Physics 2113 Lecture 11: MON 22 SEP
CH24: Electric Potential
Michael Faraday (1791–1867)
Physics 2113
Alessandro Volta (1745-1827)
Potential:
Reminder: In physics, the word potential refers to the ability to do work. Work refers to force times distance. The work done on a system is equal to the change in its potential energy.
Consider a charge in a constant electric field, which moves an infinitesimal distance ds.
E ds
q dUsdEqsdFdW −=⋅=⋅=
!!!!Work
Change in potential energy
∫ ⋅−=−=Δ−Path
fUW :amount Finite sdEqUi!!
Electrostatic forces are conservative:
• U is only a function of position. • ΔU independent of path. Therefore ΔU=0 along a closed circuit.
Definition of electric potential:
Potential energy of a system per unit charge qUV =
∫ ⋅−=−
=−f
i
ifif sdE
qUU
VV !!Volt
CoulombJoule[V] :Units ≡=
Alessandro Volta (1745-1827)
⎥⎦⎤
⎢⎣⎡=⎥⎦
⎤⎢⎣⎡⇒⎥⎦
⎤⎢⎣⎡=
mV
CN ]m[
CNVolt][
Unit most commonly used for electric fields
Units… Units...
VqUqUV Δ=Δ⇒
Δ=Δ eV=electron-volt, the energy that an
electron acquires when placed in an electric potential of 1V
JVCeV 1919 106.1)106.1(1 −− ×=×=
Since what matters in potential energy (and therefore in electrical potential) are differences, the potential is in general defined up to a constant. One way of fixing that constant is to declare that some point in space has zero potential. Very commonly infinity is chosen as that point. In that case we have that V = −
W∞
q
Where is the work done by the electric field on a charged particle as it is brought from infinity to its current location. If one moves a charge across a field exerting a force on it, there are two types of work done: the one by the external force and the one by the field. Their sum will be equal to the change in the kinetic energy of the charge. If the particle is stationary before and after the move, then Wapp=-Wfield=qΔV.
W∞
Adjacent points that have the same electric potential form an equipotential surface, which can be either an imaginary surface or a real, physical surface.

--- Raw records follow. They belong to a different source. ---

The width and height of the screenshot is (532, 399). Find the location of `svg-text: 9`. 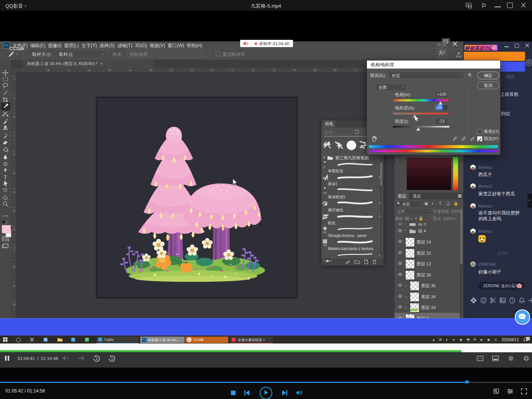

svg-text: 9 is located at coordinates (14, 286).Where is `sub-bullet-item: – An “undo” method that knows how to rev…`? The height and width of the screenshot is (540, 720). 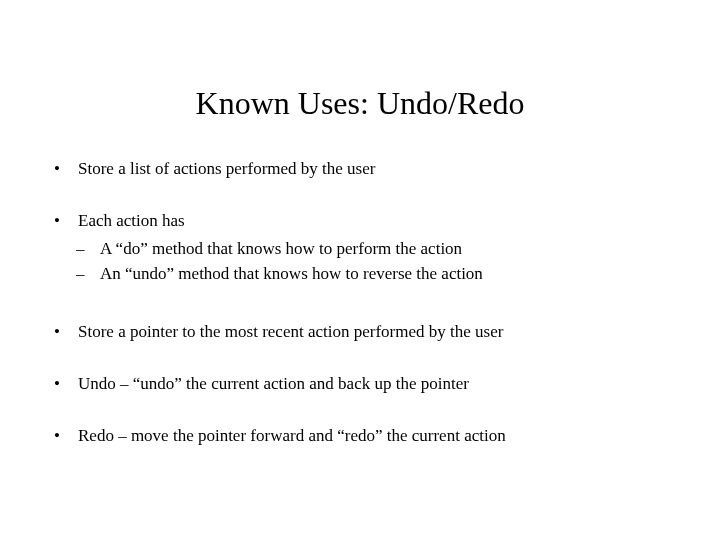
sub-bullet-item: – An “undo” method that knows how to rev… is located at coordinates (378, 274).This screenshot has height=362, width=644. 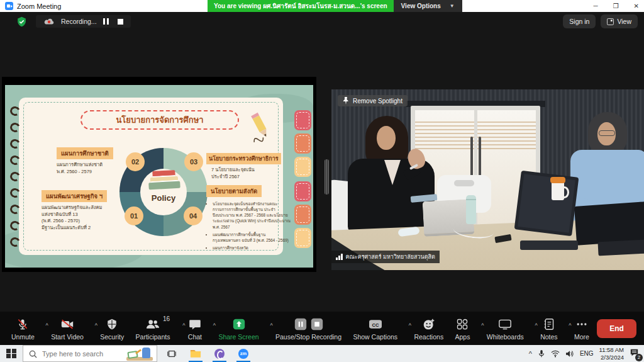 What do you see at coordinates (582, 329) in the screenshot?
I see `more-button: More` at bounding box center [582, 329]. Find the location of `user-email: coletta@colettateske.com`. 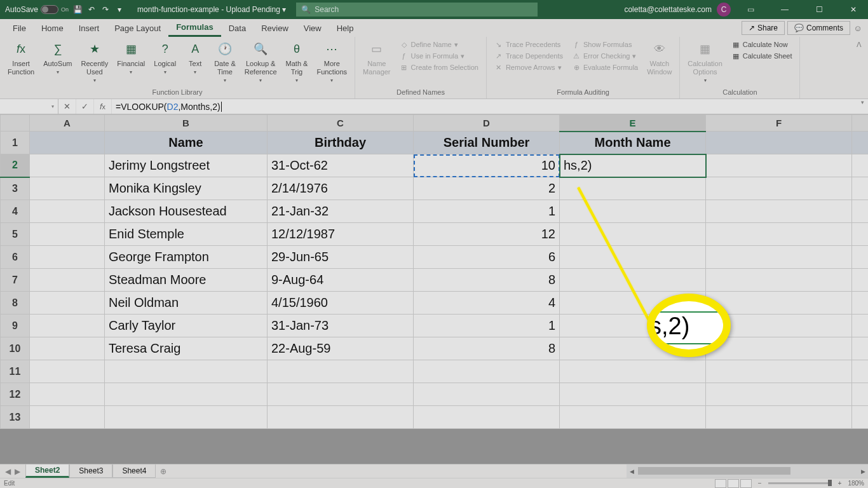

user-email: coletta@colettateske.com is located at coordinates (668, 10).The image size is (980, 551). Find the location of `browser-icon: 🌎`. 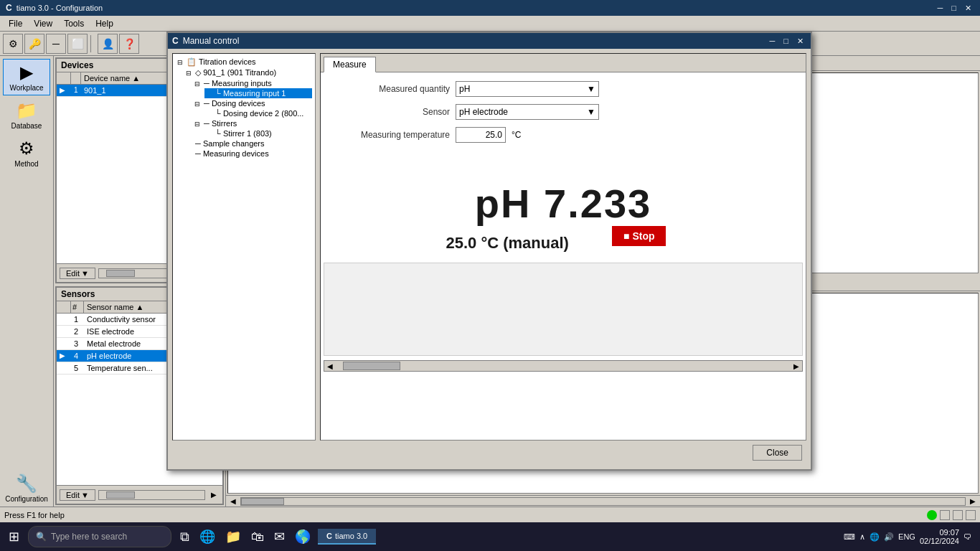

The figure shows a family of equipotential surfaces associated with the electric field due to some distribution of charges. The work done by the electric field on a charged particle as the particle moves from one end to the other of paths I and II is zero because each of these paths begins and ends on the same equipotential surface and thus there is no net change in potential. The work done as the charged particle moves from one end to the other of paths III and IV is not zero but has the same value for both these paths because the initial and final potentials are identical for the two paths; that is, paths III and IV connect the same pair of equipotential surfaces.
Equipotential surfaces
Computing potential differences: uniform field
dEsdEsdEsdEVVVB
A
B
A
B
AAB −=−=−=⋅−=Δ=− ∫∫∫
!!
E q A B
d
Field, separation parallel
Constant field
AB VV < :sign Minus
In terms of potential energy, one has to be careful, since the sign of the difference depends on the sign of the charge. Positive charges lose energy moving along field lines. Negative charges gain energy moving along field lines. (Rule: whenever a motion looks “natural”, it implies losing energy!)
Transverse motion:
dEldEsdEsdEVVVB
A
B
A
B
AAB −=−=−=⋅−=Δ=− ∫∫∫ θcos!!
E
q A
B d
Field, separation at a constant angle
θ
Constant field, dl=ds cosθ
ds dl
All points in planes perpendicular to E are at a constant potential (equipotentials).
Equipotential surfaces
• No work is done when moving along an equipotential surface.
• Equipotential surfaces are therefore always perpendicular to the field.
Equipotentials for point charge and dipole
Summary:
• We can characterize an electric field through the potential energy charges acquire in it.
• Potentials can be easily superposed (numbers not vectors), and have an immediate physical interpretation.